Trying to achieve growth via austerity — cuts to basic services and other critical areas of spending — is like trying to drive uphill with the handbrake on.
It was welcome to see the National Treasury’s marked departure from the drumbeat of a looming “fiscal crisis” that has been repeatedover the past two months. This “fiscal crisis” was almost completely absent from Finance Minister Enoch Godongwana’s speech and associated MTBPS analysis.
Similarly, although the debt-to-GDP ratio forecasts increase, this is not portrayed as pushing us over a mythical “fiscal cliff”. Rather, following the approach taken by the IEJ in recent months, the high cost of debt servicing is identified as a key fiscal concern. Unfortunately, the MTBPS offers no direct measures to reduce the cost of borrowing.
In the medium term , the government aims to decrease real spending on basic education and healthcare by R16-billion and R14-billion, respectively. This means spending per enrolled learner will fall, in real terms, from R25,387 in 2022/23 to R23,363 in 2026/27. It also means that while each public healthcare recipient was receiving an average of R5,326 in 2022/23, by 2026/27 this will fall to R4,525 in real terms.and previous years.
This underspend does not reflect lower levels of need but rather how the government has deliberately excluded eligible applicants. Due to pressure from the National Treasury to keep recipient numbers artificially low, the DSD has put in place regulatory and procedural hurdles to access. This has given the National Treasury exactly what it wanted, an excuse to slash the grant’s budget even further. This is heartless and unconstitutional.over this injustice.
While the increased spending on economic regulation and infrastructure is welcome, total medium-term spending cuts will undermine development through a real decline in spending on job creation , industrialisation and trade , agriculture and rural development , and innovation, science, and technology . The MTBPS cuts these non-infrastructure development priorities by R9-billion next year while increasing infrastructure and regulation spending by R7-billion in real terms.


■ WHAT TO WORK ON ■
Look through the lines below; wherever the word "Grupo" appears, copy that line.

■ DATA ■
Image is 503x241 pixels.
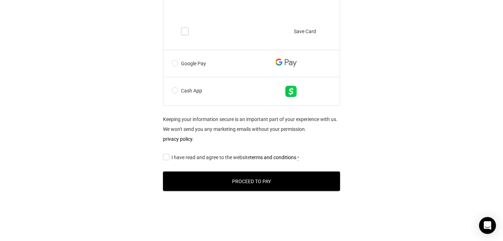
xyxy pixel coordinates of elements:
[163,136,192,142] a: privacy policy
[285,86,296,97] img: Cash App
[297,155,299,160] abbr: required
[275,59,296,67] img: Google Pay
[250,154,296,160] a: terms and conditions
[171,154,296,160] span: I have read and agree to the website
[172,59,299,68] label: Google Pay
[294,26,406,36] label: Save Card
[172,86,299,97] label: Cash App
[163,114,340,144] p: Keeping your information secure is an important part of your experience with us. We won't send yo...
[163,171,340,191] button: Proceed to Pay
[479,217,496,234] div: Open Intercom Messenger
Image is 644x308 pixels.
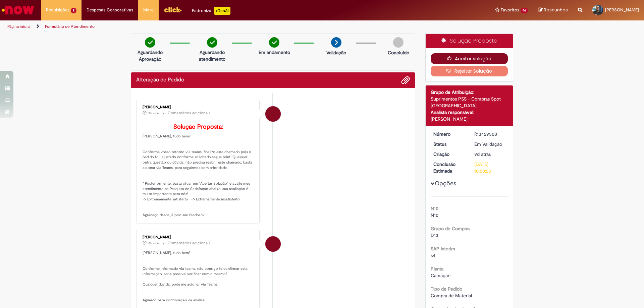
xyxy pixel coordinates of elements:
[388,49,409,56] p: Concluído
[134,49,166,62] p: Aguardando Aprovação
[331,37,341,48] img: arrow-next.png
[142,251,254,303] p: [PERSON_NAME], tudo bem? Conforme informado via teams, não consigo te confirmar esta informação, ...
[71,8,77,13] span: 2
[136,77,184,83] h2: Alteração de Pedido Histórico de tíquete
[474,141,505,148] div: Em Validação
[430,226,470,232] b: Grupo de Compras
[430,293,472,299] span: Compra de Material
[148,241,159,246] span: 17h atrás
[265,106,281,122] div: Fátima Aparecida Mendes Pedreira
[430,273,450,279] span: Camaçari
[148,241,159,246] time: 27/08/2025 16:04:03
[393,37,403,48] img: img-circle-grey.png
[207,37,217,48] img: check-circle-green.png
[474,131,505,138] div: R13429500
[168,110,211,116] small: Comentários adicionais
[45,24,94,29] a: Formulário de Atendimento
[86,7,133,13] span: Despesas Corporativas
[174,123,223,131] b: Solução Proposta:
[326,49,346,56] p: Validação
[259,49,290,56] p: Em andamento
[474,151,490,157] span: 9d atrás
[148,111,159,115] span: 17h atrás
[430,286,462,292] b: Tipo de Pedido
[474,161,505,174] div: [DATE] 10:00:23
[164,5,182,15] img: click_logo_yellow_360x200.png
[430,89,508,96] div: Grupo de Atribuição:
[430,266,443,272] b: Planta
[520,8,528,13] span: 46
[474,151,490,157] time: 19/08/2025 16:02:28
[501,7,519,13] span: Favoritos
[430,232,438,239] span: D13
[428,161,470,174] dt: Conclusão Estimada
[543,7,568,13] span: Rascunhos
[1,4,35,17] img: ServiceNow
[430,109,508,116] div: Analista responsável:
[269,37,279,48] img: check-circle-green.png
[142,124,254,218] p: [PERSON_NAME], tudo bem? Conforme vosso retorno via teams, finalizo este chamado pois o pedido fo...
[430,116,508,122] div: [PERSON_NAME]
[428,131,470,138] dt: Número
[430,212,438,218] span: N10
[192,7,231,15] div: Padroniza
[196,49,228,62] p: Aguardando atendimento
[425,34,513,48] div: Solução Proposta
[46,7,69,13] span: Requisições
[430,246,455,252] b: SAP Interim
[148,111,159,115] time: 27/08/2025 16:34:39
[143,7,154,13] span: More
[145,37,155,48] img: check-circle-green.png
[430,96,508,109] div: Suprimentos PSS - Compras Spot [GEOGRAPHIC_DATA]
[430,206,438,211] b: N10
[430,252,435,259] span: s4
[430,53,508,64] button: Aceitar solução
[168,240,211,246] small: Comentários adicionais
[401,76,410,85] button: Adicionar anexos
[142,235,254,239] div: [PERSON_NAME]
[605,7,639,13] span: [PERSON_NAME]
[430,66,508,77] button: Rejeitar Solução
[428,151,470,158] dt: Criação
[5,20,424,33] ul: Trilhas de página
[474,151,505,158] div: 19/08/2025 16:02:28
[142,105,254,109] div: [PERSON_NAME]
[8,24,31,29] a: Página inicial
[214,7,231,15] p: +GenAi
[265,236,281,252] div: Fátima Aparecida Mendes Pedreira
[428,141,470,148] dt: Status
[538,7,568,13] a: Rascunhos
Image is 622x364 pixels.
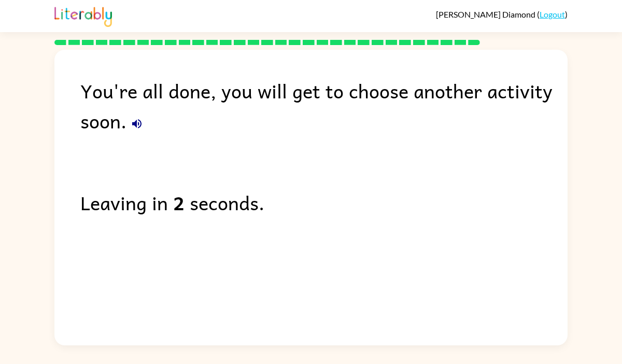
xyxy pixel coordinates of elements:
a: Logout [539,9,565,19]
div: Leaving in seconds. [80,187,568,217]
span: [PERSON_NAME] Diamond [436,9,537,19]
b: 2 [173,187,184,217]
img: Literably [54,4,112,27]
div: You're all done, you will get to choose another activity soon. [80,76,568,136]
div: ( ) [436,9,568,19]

■ OUTPUT OF THE EXERCISE ■
[430,226,470,232] b: Grupo de Compras
[430,89,508,96] div: Grupo de Atribuição:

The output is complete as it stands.